On the way back to New Bedford, Colin begged for the 'sword' of the swordfish as a trophy, and, permission being given, one of the boatmen volunteered to prepare it for him, offering to clean and polish it so that the weapon would show to best advantage. Dr. Jimson had been excessively courteous to Colin throughout the trip, and his fellow-feeling was greatly increased when he learned that the boy also was a holder of the blue tuna button, for he himself was an enthusiastic angler.
"I'm a trout-fisher by preference," said Dr. Jimson, settling himself down for a chat as the schooner sailed quietly on its way to New Bedford, with a dropping wind, "and I believe that the steelhead trout, in the streams that flow through the redwood forests, are the finest fish alive."
"I thought the rainbow trout was supposed to have the call," said Colin; "at least, Father al
ways declares so, and he goes up to the Klamath region nearly every year."
"The rainbow is a very gamy trout," agreed the angler, "and it runs large, up to twenty pounds sometimes, but pound for pound, there's more fight in a steelhead."
"What's the Dolly Varden?" Colin queried. "I never can get the various kinds of trout clear in my mind."
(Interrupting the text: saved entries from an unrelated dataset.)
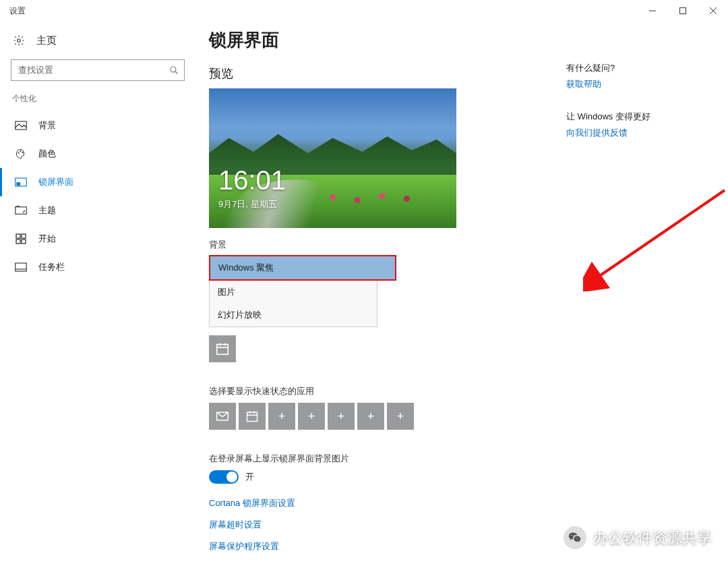 Image resolution: width=728 pixels, height=564 pixels. What do you see at coordinates (249, 477) in the screenshot?
I see `toggle-state-label: 开` at bounding box center [249, 477]. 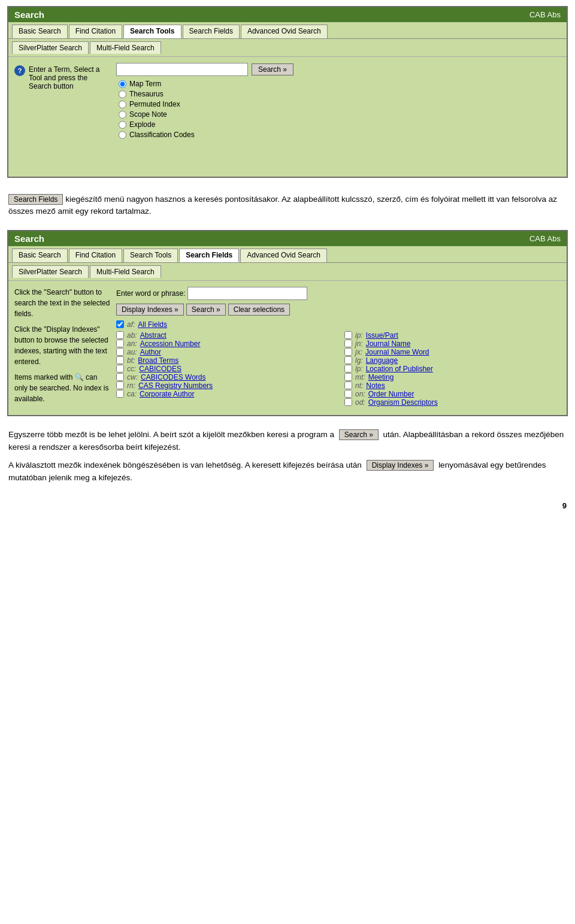 What do you see at coordinates (340, 84) in the screenshot?
I see `radio-map-term: Map Term` at bounding box center [340, 84].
"If you can keep them clear when you have them hooked," said the other, with a jolly laugh, "that's much more important. But a Dolly Varden isn't a trout at all, it's really a char. It's a beautiful fish, too, and you find it in cold, clear streams, such as the upper waters of the Sacramento and Alaskan rivers. In Alaska it swarms in millions. But the most beautiful trout in the country, indeed the most beautiful fish in the world, perhaps, are found in three little streams on the very top of the Sierra Nevada. Did they tell you the story, in Washington, about the three forms of golden trout?"
"No, Dr. Jimson," the boy replied; "Dr. Crafts mentioned it, but something came up to turn the conversation."
"I went up on that expedition a few years ago,"
the trout-lover said, "because I've done a good deal of work for the Bureau on the whole salmon family. Trout and salmon are very near relatives, and the trout will go up streams and leap small falls just as the salmon do. But, as you can easily see, in the headwaters of streams rising high in the Sierras, there are sure to be falls that trout cannot leap."